COLORADO SPRINGS, Colo. (KRDO) - There’s no question everyone wants a love that lasts forever. At 102 years old, Roy Stoller embodies that kind of commitment. His love for his late wife Lila defies the test of time.

“I don’t deserve one quite that beautiful and lovely,” Roy told KRDO13’s Julia Donovan during a visit to his Lake George home.

Roy Stoller still remembers the moment he met his wife Lila at a teacher's conference in Iowa.

“I was so taken by her that on the way home, I composed a little ode to her,” Roy recalled.

We got a look at that very ode.

“I met a girl today. She walked into my life like the clean, sweet breeze of a balmy day of spring,” the ode reads. It was the first of many love poems between the couple.

Roy would like to say they lived happily ever after from that point on… but not quite. 

After dozens of letters back and forth, while he was an Airman in World War II, Roy told us he received one that put him in the friend zone. Underlined. Period.

That’s until he showed up at Lila’s church with another woman on his arm. The whole family, including his grandson Caleb, knows what happened next. A change of heart by Lila.

“It really kind of tore her up and she wrote a letter back to him,” Caleb Stoller explained.

Caleb read us part of the letter that altered their lives forever. 

“I’m bewildered at my own state of emotions and I need to talk with you. Roy, please come home,” he read. “I wouldn’t be here if he didn’t,” the grandson joked.

A move to Colorado, five kids, and quite a few grandchildren later – Roy and Lila’s marriage far surpassed their penpal friendship.

Lila developed early-onset Alzheimer’s disease in her 50s, but Roy never left her side – staying positive and visiting her every day.

“I would do for her whatever I could,” he said.

It’s kind of like that Nicholas Sparks story, The Notebook. Roy actually turned their hundreds of letters and poems into a book and even got it published.

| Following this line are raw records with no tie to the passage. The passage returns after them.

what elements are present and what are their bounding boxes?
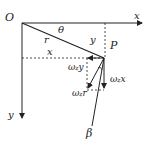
origin-label: O — [5, 12, 14, 23]
omega-z-r-label: ωzr — [72, 89, 87, 98]
x-distance-label: x — [47, 47, 53, 57]
y-distance-label: y — [90, 35, 96, 45]
x-axis-label: x — [134, 11, 140, 21]
theta-label: θ — [58, 25, 64, 35]
y-axis-label: y — [8, 110, 14, 120]
beta-label: β — [86, 128, 92, 139]
kinematics-diagram — [0, 0, 148, 146]
point-p-label: P — [110, 40, 117, 51]
omega-z-x-label: ωzx — [110, 75, 126, 84]
omega-z-y-label: ωzy — [68, 63, 84, 72]
r-label: r — [44, 35, 49, 45]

His biggest piece of advice for a storybook romance is as simple as this:

“Love takes a lot of respect if you’re going to make it work,” Roy explained. “I don’t think we had an unkind word for each other, ever.”

Lila passed away in 2016, but the love story lives on through Roy’s unwavering devotion, the pages of his book, and their family.

“I only want that kind of love… I’m going to keep looking until I find that kind of love,” Caleb told us. “It’s the only way to go.”

You can buy Roy’s book, Poems of Long Ago, on the Barnes and Noble website or on Amazon.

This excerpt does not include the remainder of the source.